Reform, Tokenism, and Kente Cloths
When real reform is needed, Democrats waste time with political charades.
“Y'all still wearing those kente cloths over there @Senator Durbin?”
So went the rebuttal from South Carolina Republican Senator Tim Scott to Dick Durbin, the second-ranking Democrat in the Senate, after Durbin referred to the GOP’s newly unveiled police-reform legislation as a “token” approach.
It’s impossible to know whether Durbin’s word choice was a deliberate racial smear of a black conservative, a Freudian slip, or a simple mistake, but this much we do know: Tim Scott is uniquely qualified to lead this legislative effort, and he can clearly take the slings and arrows. (As our Nate Jackson pointed out earlier this week, the Democrats’ kente cloth pander blew up in their faces when it was revealed that they were wearing the garments of African slave traders.) As for Durbin, the Left long ago turned our language into a linguistic minefield, and it’s great to see him gagging on a dose of politically correct castor oil.
The more serious story here, of course, is the JUSTICE Act, the reform legislation introduced yesterday by Scott and his fellow Republican senators.
As The Wall Street Journal reports, the legislation “seeks to collect more data around controversial police practices, establish new training programs and widen the use of body cameras, among other proposals, but wouldn’t take more far-reaching steps to curb officers’ legal protections or change standards for prosecution.”
The bill would also collect data on the use of excessive force and “no-knock” warrants, and it would reduce funding for departments that don’t ban chokeholds except where deadly force is appropriate. In addition, it would create a national database to track officers’ disciplinary records to help ensure that bad cops aren’t able to infect one department after another.
Predictably, House Speaker Nancy Pelosi joined Durbin in denouncing the Republican legislation, although she refrained from calling it a token effort. “The Senate proposal of studies and reporting without transparency and accountability is inadequate,” said Pelosi. She went on to sing the praises of the House Democrats’ competing bill, the shamelessly pandering George Floyd Justice in Policing Act.
Whether Floyd is a worthy martyr is certainly debatable, but the need for police reform isn’t. And unlike the Democrats’ effort, the Republican bill does so without demonizing or unduly burdening our nation’s 800,000 law-enforcement officers, the vast majority of whom are outstanding citizens who wish only to serve their communities.
As to the choice between supporting the cops or supporting the black community, Senator Scott rejects it as falsely binary. “The answer to the question of which side do you support is ‘I support America,’” he said. “And if you support America, you support restoring the confidence that communities of color have in institutions of authority. If you support America, that means you know that the overwhelming number of officers in this nation want to do their job, go home to their family. It is not a binary choice. This legislation encompasses that spirit.”
Will Republicans and Democrats ultimately hammer out a compromise reform bill? Consider us pessimistic. There’s an election around the corner, and any legislative agreement might be seen by Democrats as a win for President Donald Trump and his fellow Republicans. Indeed, the image of this president at a Rose Garden signing ceremony, flanked by black families and white cops, is one that Joe Biden, Nancy Pelosi, and Chuck Schumer would like to avoid at all costs.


EXERCISE DESCRIPTION ::
When you reach the line that contains "The image size is (878, 428)." in the entries below, begin returning lines exactly as written and continue through the last one.

---- EXERCISE MATERIAL

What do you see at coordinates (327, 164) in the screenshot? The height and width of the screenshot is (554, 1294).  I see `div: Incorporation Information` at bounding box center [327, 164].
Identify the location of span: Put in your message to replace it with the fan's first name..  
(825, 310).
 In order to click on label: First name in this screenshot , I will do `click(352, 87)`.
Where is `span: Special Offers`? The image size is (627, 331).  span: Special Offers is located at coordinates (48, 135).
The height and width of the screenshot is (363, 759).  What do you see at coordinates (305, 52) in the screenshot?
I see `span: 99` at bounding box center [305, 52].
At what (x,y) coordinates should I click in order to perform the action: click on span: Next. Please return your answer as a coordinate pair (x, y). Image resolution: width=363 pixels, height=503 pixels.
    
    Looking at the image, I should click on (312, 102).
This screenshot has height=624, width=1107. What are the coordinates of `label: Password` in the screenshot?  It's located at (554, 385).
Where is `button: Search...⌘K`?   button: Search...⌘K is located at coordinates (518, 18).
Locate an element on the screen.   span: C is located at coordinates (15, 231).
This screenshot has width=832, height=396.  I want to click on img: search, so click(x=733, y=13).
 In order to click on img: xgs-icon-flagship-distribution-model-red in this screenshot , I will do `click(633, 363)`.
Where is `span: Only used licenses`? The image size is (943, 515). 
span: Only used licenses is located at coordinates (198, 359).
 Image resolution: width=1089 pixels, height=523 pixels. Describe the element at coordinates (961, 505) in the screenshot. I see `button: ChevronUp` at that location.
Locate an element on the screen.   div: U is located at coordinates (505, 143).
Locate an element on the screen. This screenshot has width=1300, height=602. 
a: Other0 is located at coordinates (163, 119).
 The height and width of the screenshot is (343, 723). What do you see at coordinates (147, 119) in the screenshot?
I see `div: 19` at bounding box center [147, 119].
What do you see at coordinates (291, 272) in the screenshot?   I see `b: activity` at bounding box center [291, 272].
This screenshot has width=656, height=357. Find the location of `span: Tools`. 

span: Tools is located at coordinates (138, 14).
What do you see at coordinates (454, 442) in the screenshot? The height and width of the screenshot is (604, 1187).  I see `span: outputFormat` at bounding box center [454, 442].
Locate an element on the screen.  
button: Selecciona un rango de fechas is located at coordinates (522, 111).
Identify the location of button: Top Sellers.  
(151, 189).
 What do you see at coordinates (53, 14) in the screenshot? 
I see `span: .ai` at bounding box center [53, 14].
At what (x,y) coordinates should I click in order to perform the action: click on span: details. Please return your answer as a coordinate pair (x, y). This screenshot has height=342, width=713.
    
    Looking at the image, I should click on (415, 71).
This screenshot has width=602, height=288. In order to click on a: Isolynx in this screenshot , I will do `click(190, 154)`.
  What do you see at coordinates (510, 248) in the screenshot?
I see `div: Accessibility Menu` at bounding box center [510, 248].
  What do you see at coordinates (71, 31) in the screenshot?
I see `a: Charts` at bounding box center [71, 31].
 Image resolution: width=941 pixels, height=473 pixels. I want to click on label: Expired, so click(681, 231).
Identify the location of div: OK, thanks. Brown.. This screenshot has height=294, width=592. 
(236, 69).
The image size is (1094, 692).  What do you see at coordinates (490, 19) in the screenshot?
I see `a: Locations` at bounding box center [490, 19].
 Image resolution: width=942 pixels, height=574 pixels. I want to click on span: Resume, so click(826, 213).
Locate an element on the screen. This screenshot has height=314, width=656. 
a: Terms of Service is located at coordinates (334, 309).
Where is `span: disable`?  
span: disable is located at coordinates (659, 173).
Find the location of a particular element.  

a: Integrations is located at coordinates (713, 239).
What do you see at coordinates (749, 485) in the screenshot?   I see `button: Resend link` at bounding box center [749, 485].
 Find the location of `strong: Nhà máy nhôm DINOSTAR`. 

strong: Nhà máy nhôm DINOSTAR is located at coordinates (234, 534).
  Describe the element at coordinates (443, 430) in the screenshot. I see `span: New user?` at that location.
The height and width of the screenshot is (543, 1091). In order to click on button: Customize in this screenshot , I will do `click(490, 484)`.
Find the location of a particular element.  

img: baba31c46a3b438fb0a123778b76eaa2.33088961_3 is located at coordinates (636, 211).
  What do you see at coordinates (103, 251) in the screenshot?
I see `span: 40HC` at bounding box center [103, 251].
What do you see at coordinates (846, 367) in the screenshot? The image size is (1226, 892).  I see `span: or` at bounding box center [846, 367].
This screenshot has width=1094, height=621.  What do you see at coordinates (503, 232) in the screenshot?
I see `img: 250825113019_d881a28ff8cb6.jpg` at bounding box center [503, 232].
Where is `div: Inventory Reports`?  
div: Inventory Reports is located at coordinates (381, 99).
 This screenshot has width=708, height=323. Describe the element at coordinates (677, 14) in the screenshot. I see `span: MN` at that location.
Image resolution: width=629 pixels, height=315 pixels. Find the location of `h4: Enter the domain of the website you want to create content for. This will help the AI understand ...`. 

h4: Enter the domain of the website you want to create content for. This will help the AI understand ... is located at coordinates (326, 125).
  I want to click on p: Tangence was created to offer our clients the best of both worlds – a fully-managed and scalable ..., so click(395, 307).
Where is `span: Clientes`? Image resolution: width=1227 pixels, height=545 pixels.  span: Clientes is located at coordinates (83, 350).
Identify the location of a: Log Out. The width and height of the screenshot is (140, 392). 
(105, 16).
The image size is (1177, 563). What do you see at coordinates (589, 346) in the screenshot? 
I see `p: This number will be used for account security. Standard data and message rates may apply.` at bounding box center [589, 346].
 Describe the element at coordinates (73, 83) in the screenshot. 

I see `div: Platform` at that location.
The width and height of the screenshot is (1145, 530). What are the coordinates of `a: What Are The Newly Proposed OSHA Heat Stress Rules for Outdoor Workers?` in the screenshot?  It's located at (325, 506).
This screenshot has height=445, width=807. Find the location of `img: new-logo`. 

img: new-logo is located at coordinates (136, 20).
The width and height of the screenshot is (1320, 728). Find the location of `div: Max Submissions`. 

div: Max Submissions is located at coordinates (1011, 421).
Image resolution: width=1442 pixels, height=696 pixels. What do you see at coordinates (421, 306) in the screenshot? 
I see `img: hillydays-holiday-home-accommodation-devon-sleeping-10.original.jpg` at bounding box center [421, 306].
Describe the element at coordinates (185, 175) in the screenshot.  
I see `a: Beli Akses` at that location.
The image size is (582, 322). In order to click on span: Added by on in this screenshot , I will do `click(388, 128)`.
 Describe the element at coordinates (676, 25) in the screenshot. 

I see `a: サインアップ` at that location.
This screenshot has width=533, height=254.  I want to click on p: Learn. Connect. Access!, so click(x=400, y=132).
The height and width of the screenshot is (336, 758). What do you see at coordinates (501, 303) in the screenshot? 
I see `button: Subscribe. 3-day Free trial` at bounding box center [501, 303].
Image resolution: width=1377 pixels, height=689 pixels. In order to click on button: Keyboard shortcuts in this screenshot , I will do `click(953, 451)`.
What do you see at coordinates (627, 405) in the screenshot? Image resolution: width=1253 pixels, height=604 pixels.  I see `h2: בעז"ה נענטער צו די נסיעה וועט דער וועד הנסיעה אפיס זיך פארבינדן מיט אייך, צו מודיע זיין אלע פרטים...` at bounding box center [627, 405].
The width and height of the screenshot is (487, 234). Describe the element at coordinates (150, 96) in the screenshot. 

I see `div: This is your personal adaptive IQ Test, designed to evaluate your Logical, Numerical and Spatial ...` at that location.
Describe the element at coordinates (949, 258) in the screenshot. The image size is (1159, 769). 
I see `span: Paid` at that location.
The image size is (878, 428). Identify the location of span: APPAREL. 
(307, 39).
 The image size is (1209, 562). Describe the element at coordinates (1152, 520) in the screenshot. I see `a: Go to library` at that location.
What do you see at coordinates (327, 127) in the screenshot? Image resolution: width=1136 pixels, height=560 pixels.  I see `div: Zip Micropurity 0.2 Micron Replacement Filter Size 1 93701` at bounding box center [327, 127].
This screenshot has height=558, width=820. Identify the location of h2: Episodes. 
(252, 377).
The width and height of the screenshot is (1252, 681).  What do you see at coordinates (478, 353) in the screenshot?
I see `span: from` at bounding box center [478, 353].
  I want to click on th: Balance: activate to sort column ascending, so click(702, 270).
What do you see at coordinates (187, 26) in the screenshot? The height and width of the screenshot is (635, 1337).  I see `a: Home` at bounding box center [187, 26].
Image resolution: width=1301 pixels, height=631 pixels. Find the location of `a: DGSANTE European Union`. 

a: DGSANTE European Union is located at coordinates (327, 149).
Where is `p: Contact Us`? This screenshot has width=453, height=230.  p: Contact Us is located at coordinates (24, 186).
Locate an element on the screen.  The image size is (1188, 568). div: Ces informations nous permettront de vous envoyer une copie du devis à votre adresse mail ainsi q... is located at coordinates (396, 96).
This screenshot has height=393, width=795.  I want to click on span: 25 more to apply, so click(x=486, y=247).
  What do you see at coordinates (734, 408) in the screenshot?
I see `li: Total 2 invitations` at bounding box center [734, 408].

--------

TASK RESPONSE ::
The image size is (878, 428). Identify the location of span: APPAREL. 
(307, 39).
 The image size is (1209, 562). Describe the element at coordinates (1152, 520) in the screenshot. I see `a: Go to library` at that location.
What do you see at coordinates (327, 127) in the screenshot? Image resolution: width=1136 pixels, height=560 pixels.  I see `div: Zip Micropurity 0.2 Micron Replacement Filter Size 1 93701` at bounding box center [327, 127].
This screenshot has height=558, width=820. Identify the location of h2: Episodes. 
(252, 377).
The width and height of the screenshot is (1252, 681).  What do you see at coordinates (478, 353) in the screenshot?
I see `span: from` at bounding box center [478, 353].
  I want to click on th: Balance: activate to sort column ascending, so click(702, 270).
What do you see at coordinates (187, 26) in the screenshot? The height and width of the screenshot is (635, 1337).  I see `a: Home` at bounding box center [187, 26].
Image resolution: width=1301 pixels, height=631 pixels. Find the location of `a: DGSANTE European Union`. 

a: DGSANTE European Union is located at coordinates (327, 149).
Where is `p: Contact Us`? This screenshot has width=453, height=230.  p: Contact Us is located at coordinates (24, 186).
Locate an element on the screen.  The image size is (1188, 568). div: Ces informations nous permettront de vous envoyer une copie du devis à votre adresse mail ainsi q... is located at coordinates (396, 96).
This screenshot has height=393, width=795.  I want to click on span: 25 more to apply, so click(x=486, y=247).
  What do you see at coordinates (734, 408) in the screenshot?
I see `li: Total 2 invitations` at bounding box center [734, 408].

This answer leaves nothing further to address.